David Nemeth – Home Drones


As ambient music was originally conceived as “ignorable” music, this release is perhaps the most apt entry for me. It consists of site recordings of environmental sounds collected in the artist’s home, sounds which are normally ignored. When attention to the sounds is paid, the music is revealed. That turns the concept on its head a bit, rather than music to be ignored, it’s normally ignored sounds given attention and respected as musical.


Comments

  1. @vuzhmusic thanks a lot buddy, really glad you liked the album I did with @_Eeem_ – there might be even more to come!

    TrackBack by arbeemonkey | October 16, 2016 4:19 pm
  2. @vuzhmusic i’m working my way through, bought a couple so far

    TrackBack by pantsandtie | October 16, 2016 6:50 pm
  3. RT @vuzhmusic: 40 free-to-download Ambient Album Recommendations from fourteen contributors:
    https://t.co/uGY6i9bPHL

    TrackBack by DaveSeidel | October 16, 2016 7:16 pm
  4. @vuzhmusic Thanks, C! Appreciate the inclusion from @cinchel. Great list of stuff to check out (not all of which I was aware of).

    TrackBack by DaveSeidel | October 16, 2016 7:20 pm
  5. @vuzhmusic Amazing, thanks for putting this together!

    TrackBack by phirnis | October 16, 2016 9:10 pm
  6. @vuzhmusic awesome – thx!!

    TrackBack by thehipcola | October 17, 2016 3:44 am
  7. @vuzhmusic fantastic! Thanks!!

    TrackBack by bryontreece | October 17, 2016 5:08 am
  8. Pleased to be involved with this list via @vuzhmusic – a netlabel/CC ambient response to the Hipfork ambient list. https://t.co/ZMXab8vsSC

    TrackBack by GatelessGate1 | October 17, 2016 6:19 am
  9. monday reading: i picked a couple free ambient fav’s to this list https://t.co/nCV2nLAYjV tons of great stuff that i dont even know!
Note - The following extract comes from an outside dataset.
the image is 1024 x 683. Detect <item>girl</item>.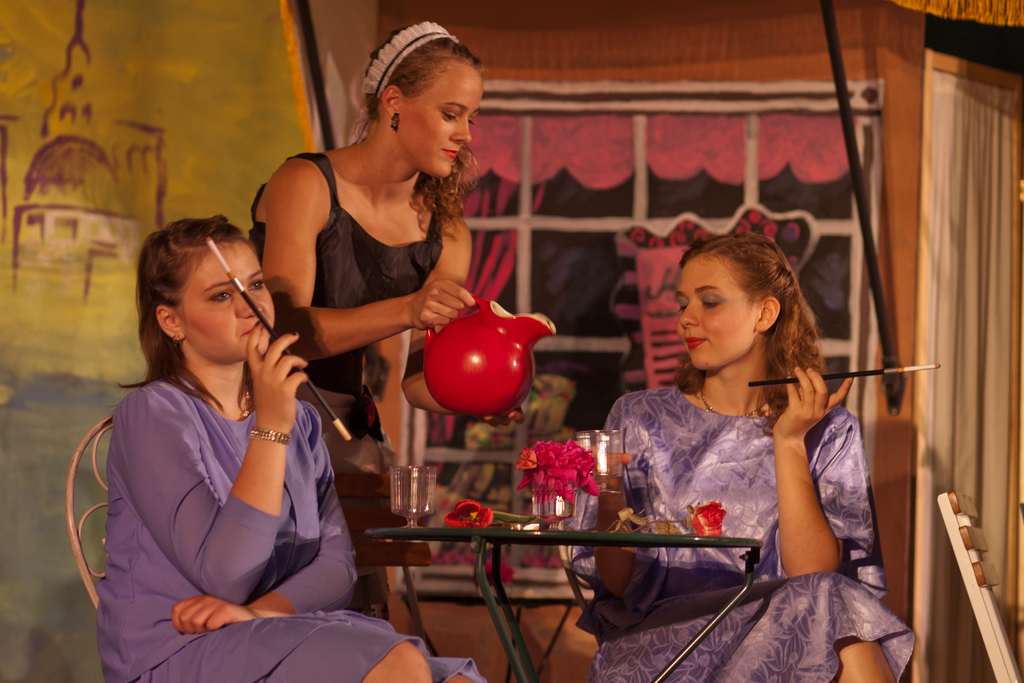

    TrackBack by cinchel | October 17, 2016 10:17 am
  10. @vuzhmusic thank you for compiling this list. It’s an honor to have @DominicRazlaff included in such excellent company.

    TrackBack by CerebralAudio | October 17, 2016 12:00 pm
  11. If you want a good collection of music you just follow these tips: https://t.co/pmXrCB6wad #ambient #ambientmusic

    TrackBack by computerneix | October 17, 2016 1:57 pm
  12. @vuzhmusic @BellyFullOfStar this is fab, great stuff!